6 Mistakes to Avoid When Drafting a Non-Solicitation Agreement

6 Mistakes to Avoid When Drafting a Non-Solicitation Agreement

A non-compete and non-solicitation agreement can help protect your business. It’s a legal contract that limits an employee’s ability to contact and solicit former and current clients, as well as colleagues, once they resign. It also restricts them from using or sharing confidential information and competing against the employer for a certain amount of time.

A well-drafted non-compete and non-solicitation agreement can help business owners prevent unfair competition. However, courts often refuse to enforce these contracts beyond what’s reasonably necessary to protect the business. By avoiding the following mistakes, you can help ensure your agreement will be upheld in the courts.

1. Using Standard Forms

Using standard non-compete and non-solicitation agreement templates may save time and increase efficiency in the process, but not tailoring the contract to the employee who will be signing it is a mistake. The agreement should include the employee’s key details, such as their position, their duties, their employee status, their seniority, their industry experience, and even their level of contact with clients.

Boilerplate language may ultimately make your restrictive agreement too broad. Failure to include these details may mean you haven’t adequately described the employee’s duties and obligations to your business, which could lead to the contract being non-binding.

2. Overbreadth

Such a contract will likely be unenforceable if it is too broad in scope. Excessively long durations and geographic scope, for example, may be deemed unreasonably restrictive. Be specific to avoid problems.

3. Failure to Consider Jurisdictional Differences

If you have operations all over the country, you’ll need to use different agreements by location. Using the same boilerplate template for employees in all locations may have negative consequences. Each province has its own employment laws, and while the contract may be legal and binding in one province, it may be unenforceable in another. Failure to account for these differences in provincial employment legislature is a common mistake to avoid.

4. Not Taking Job Changes into Account

If job changes, such as a promotion or transfer, have occurred since the drafting of the agreement, and these types of changes were not accounted for, your contract may become obsolete and unenforceable by law. It’s good practice to update existing agreements when significant job changes occur.

5. Not Updating the Contract

Over the years, employment laws change. What may have been legally binding just a few years ago may not be enforceable today. At the same time, courts are often hesitant to enforce agreements that were signed several years ago by long-standing employees, particularly if the employee does not remember signing the contract. Thus, non-compete and non-solicitation agreements should be updated at regular intervals, such as annually.

6. Not Providing Detailed Definitions

To prove that a former employee’s activities are in violation of your agreement, the terms compete and solicitation must be well-established and defined. For example, an employee may say a former client contacted them first, thus arguing that they did not solicit them away from the business. An employee may also use a third party to reach out to a former customer to get around your terminology. You’ll be better served by using language that spells out exactly what the employee may or may not do, including the definition of indirect solicitation.

Your non-compete and non-solicitation agreements may seem sound, but if an issue crops up, you may realize too late that the language used in the contract is not sufficient to enforce it. To ensure your clauses are binding should the issue move to the courts, it’s best to contact an employment lawyer to carefully draft the agreement and ensure its enforceability. Otherwise, your efforts may be futile. Why leave such important agreements to chance?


TASK DIRECTIONS: The records under this task must be duplicated exactly.

SUPPLIED DATA:
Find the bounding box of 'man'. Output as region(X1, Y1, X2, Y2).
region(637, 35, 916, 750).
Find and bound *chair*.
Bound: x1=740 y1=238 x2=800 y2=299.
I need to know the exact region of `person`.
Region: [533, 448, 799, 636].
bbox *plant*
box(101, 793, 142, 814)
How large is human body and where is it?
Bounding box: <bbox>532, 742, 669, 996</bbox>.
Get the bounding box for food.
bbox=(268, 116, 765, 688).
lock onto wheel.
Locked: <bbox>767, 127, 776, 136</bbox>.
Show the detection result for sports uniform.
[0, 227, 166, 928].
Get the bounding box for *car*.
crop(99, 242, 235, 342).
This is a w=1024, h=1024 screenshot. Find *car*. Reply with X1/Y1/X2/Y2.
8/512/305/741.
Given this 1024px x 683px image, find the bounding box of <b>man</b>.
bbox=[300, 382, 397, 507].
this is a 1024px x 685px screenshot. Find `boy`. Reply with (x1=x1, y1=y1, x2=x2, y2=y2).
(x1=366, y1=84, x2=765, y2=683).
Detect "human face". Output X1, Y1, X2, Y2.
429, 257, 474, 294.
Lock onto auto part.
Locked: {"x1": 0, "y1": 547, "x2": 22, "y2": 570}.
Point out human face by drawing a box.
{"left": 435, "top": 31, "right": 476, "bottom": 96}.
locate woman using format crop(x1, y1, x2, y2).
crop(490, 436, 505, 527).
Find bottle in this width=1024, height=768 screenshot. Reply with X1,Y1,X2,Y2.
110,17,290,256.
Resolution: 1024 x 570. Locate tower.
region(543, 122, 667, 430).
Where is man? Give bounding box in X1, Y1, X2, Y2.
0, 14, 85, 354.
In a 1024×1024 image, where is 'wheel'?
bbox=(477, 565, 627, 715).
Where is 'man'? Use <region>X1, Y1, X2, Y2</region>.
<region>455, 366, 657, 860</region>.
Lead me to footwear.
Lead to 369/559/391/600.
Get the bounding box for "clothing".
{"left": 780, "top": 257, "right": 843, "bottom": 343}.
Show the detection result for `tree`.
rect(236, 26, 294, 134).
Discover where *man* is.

OUTPUT OF THE TASK:
Find the bounding box of 'man'. Output as region(X1, Y1, X2, Y2).
region(637, 35, 916, 750).
Find and bound *chair*.
Bound: x1=740 y1=238 x2=800 y2=299.
I need to know the exact region of `person`.
Region: [533, 448, 799, 636].
bbox *plant*
box(101, 793, 142, 814)
How large is human body and where is it?
Bounding box: <bbox>532, 742, 669, 996</bbox>.
Get the bounding box for food.
bbox=(268, 116, 765, 688).
lock onto wheel.
Locked: <bbox>767, 127, 776, 136</bbox>.
Show the detection result for sports uniform.
[0, 227, 166, 928].
Get the bounding box for *car*.
crop(99, 242, 235, 342).
This is a w=1024, h=1024 screenshot. Find *car*. Reply with X1/Y1/X2/Y2.
8/512/305/741.
Given this 1024px x 683px image, find the bounding box of <b>man</b>.
bbox=[300, 382, 397, 507].
this is a 1024px x 685px screenshot. Find `boy`. Reply with (x1=x1, y1=y1, x2=x2, y2=y2).
(x1=366, y1=84, x2=765, y2=683).
Detect "human face". Output X1, Y1, X2, Y2.
429, 257, 474, 294.
Lock onto auto part.
Locked: {"x1": 0, "y1": 547, "x2": 22, "y2": 570}.
Point out human face by drawing a box.
{"left": 435, "top": 31, "right": 476, "bottom": 96}.
locate woman using format crop(x1, y1, x2, y2).
crop(490, 436, 505, 527).
Find bottle in this width=1024, height=768 screenshot. Reply with X1,Y1,X2,Y2.
110,17,290,256.
Resolution: 1024 x 570. Locate tower.
region(543, 122, 667, 430).
Where is man? Give bounding box in X1, Y1, X2, Y2.
0, 14, 85, 354.
In a 1024×1024 image, where is 'wheel'?
bbox=(477, 565, 627, 715).
Where is 'man'? Use <region>X1, Y1, X2, Y2</region>.
<region>455, 366, 657, 860</region>.
Lead me to footwear.
Lead to 369/559/391/600.
Get the bounding box for "clothing".
{"left": 780, "top": 257, "right": 843, "bottom": 343}.
Show the detection result for `tree`.
rect(236, 26, 294, 134).
Discover where *man* is.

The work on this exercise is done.